Methodists from around the country are gathering for a conference at St. Andrew United Methodist Church in Highlands Ranch on Tuesday and Wednesday to discuss how the church should move forward so that it’s welcoming to all — specifically LGBTQ — congregants and clergy members.
“We’ve had 47 years in the United Methodist Church of debate on the issue of human sexuality and sexual orientation,” Senior St. Andrew Pastor Mark Feldmeir said. “The hope was to try to bring people together to have a conversation about how to create a thriving, liberative methodist expression that is lacking in our denomination.”
At a special session of the church’s general conference in February, United Methodist Church leaders banned same-sex marriages and members of the LGBTQIA community from being ordained under the “Traditional Plan.” The plan goes into effect Jan. 1, 2020.
Pastors who have been found after a trial to have conducted a same-sex marriage or who publicly identify with the LGBTQ community will receive a minimum penalty of one-year suspension without pay, and will be terminated if they break the rules again.
The Rev. Jay Williams traveled to the conference from Boston and is a queer pastor at Union Church. Williams said he’s not too worried for himself when it comes to the new rules, because he comes from an accepting and historically black congregation. But he acknowledged that not everyone is in his same position.
“I’m called to this and am willing to take the risk,” Williams said. “For some of my queer clergy colleagues who are out or who have to remain faithfully hidden, Jan. 1 means slightly different things for them because they’re more targeted.”
About 100 Methodists from 24 states are attending the Advent Gathering and many backed an alternative plan called the New Expressions Worldwide, or N.E.W. Plan, including Williams, who is also an author of the plan. It would dissolve the United Methodist Church and create four denominations, including liberationists, who seek radical equality for people of color and LGBTQ folks.
The Rev. Alex da Silva Souto, a UM-Forward leader and General Conference reserve delegate, came from Connecticut to attend the gathering. Da Silva Souto said they don’t want to separate from the church, but building something new from the ground up is the only way to address systemic issues in the church so people don’t feel like they have to suppress who they really are anymore.
“We need a new structure because the structure we currently have has ossified so much and constrained the body of Christ so much that we can’t move,” da Silva Souto said. “It’s not what I want to do … Some of us are also tired of having to make ourselves smaller and invisible.”
Kendall Kridner-Protzmann is a pastor of congregational care at St. Andrew and a member of the Queer Clergy Caucus. Kridner-Protzmann thinks the denomination is dying and that people have left the church because of the vote earlier this year. She said they’re tired of having the same conversation.
“There’s younger generations coming up and saying, ‘I could easily pick a church and not have this conversation every four years,’” Kridner-Protzmann said, adding that she’s excited about what the future holds for Methodists. “Likely a fracture is going to happen.”

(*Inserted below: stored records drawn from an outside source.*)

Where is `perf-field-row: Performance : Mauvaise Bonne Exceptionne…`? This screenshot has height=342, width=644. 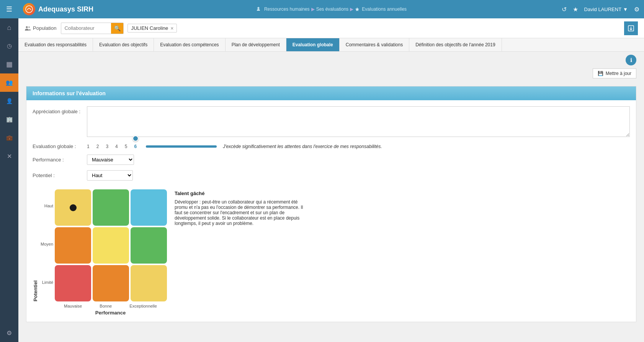
perf-field-row: Performance : Mauvaise Bonne Exceptionne… is located at coordinates (331, 160).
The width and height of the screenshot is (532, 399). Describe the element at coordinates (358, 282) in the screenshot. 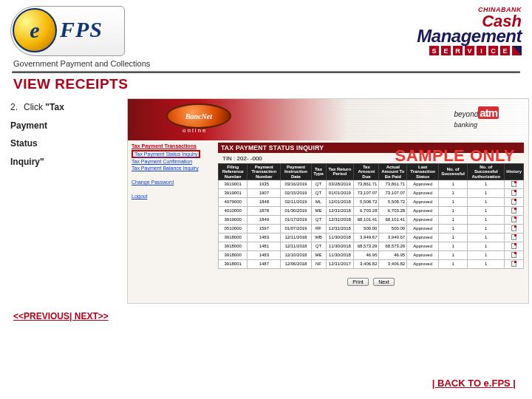

I see `print-button: Print` at that location.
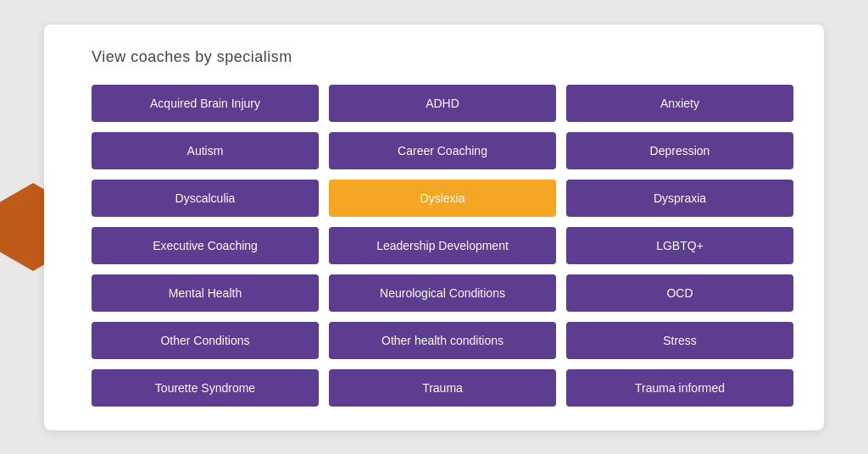 This screenshot has width=868, height=454. What do you see at coordinates (680, 103) in the screenshot?
I see `specialism-button-anxiety: Anxiety` at bounding box center [680, 103].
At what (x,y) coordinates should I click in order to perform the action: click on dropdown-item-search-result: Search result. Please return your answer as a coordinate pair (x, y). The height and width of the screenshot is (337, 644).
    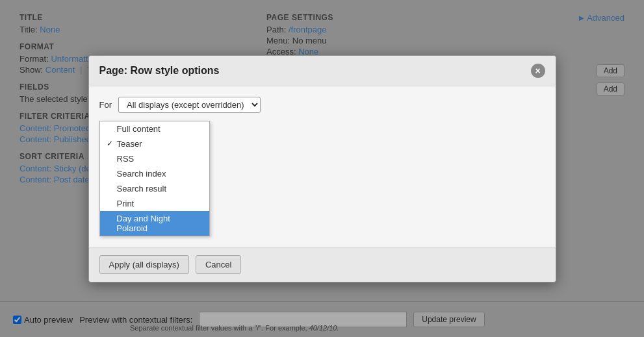
    Looking at the image, I should click on (155, 188).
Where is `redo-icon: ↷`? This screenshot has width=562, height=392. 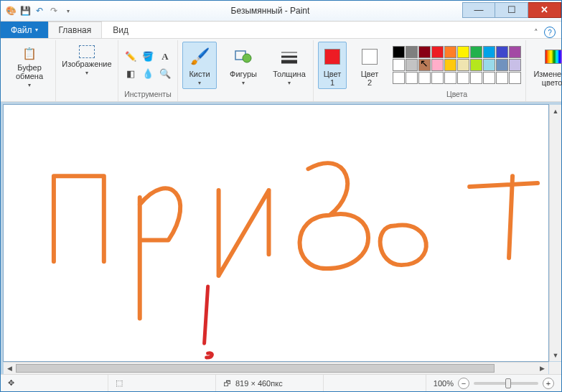
redo-icon: ↷ is located at coordinates (54, 11).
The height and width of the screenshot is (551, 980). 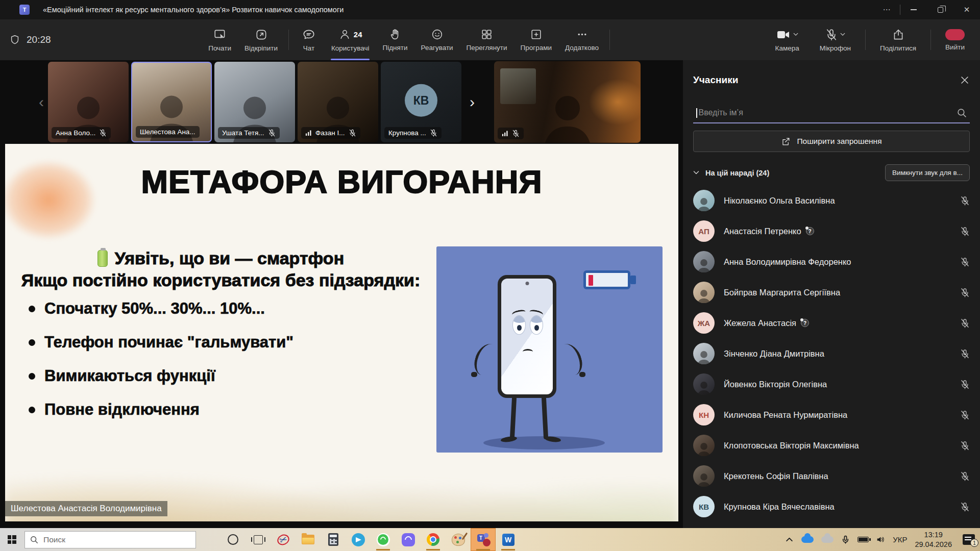 I want to click on spotlight-video-tile, so click(x=568, y=102).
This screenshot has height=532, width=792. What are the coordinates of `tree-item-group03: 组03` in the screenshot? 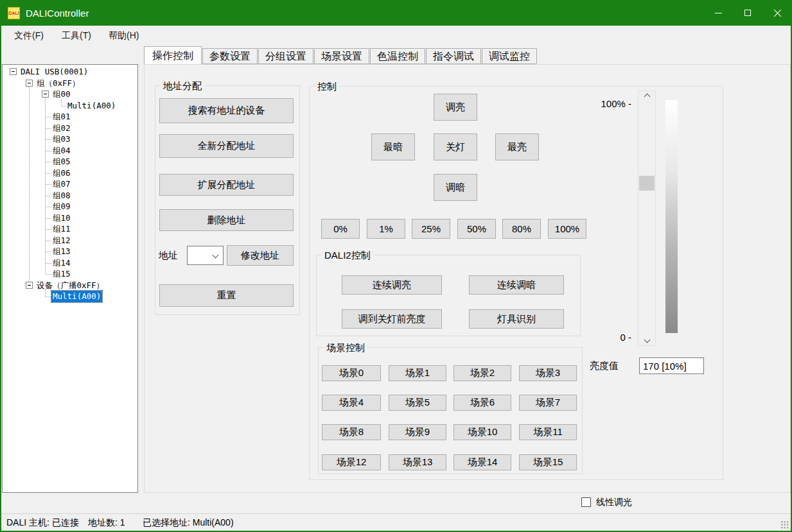 It's located at (70, 139).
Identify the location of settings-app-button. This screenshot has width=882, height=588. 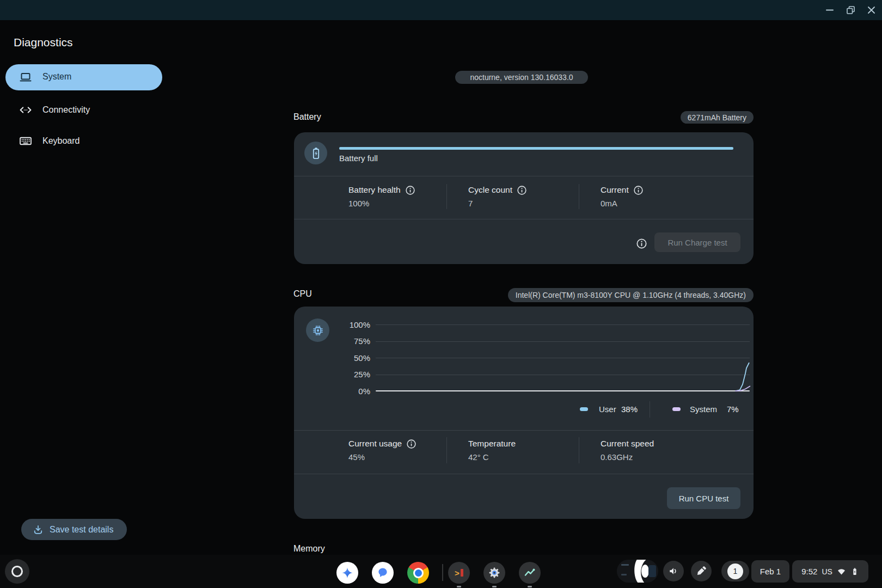
(494, 573).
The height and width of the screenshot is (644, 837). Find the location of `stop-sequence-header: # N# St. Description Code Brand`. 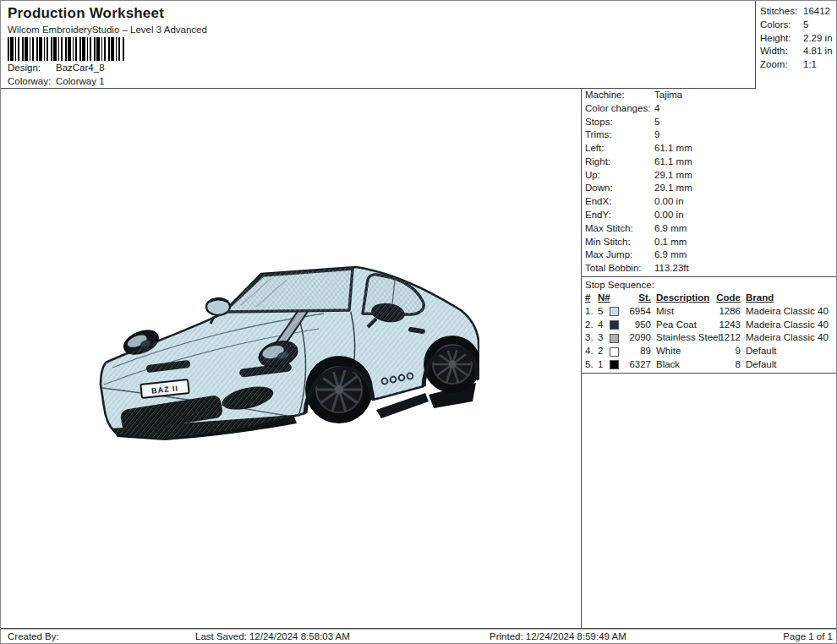

stop-sequence-header: # N# St. Description Code Brand is located at coordinates (709, 298).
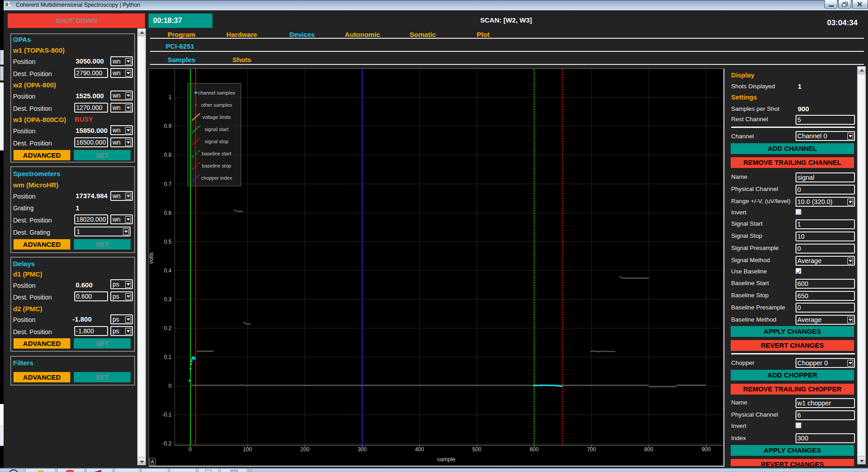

The United Methodist Church will vote on a plan in May 2020 during its General Conference in Minneapolis.
There are several other proposed plans in addition to the N.E.W. Plan that would radically change or divide the United Methodist Church.
When the Traditional Plan passed earlier this year, Denver clergy members were worried and uncertain about their futures. The Iliff School of Theology said 30 percent of its students are members of the LGBTQ community, and its president took a stand for LGBTQ students and clergy after the vote.. United Methodist Theological Schools said most students are young and didn’t want their church lives to be based on excluding people from the LGBTQ community.
For the Rev. Valerie L. Jackson, senior pastor at University Park Methodist Church in Denver, she thinks separating is the best way to move forward. She is queer and said the LGBTQ vote in February was, in a way, a gift.
“I think February 2019 pushed us up against the wall and compelled us to confess who we really are and put our stake in the sand,” Jackson said. “Churches who were kind of quiet about being inclusive, kind of quiet about wanting to be progressive, have come out of the closet. Talk about the concept of coming out. And that’s been a beautiful thing to watch.”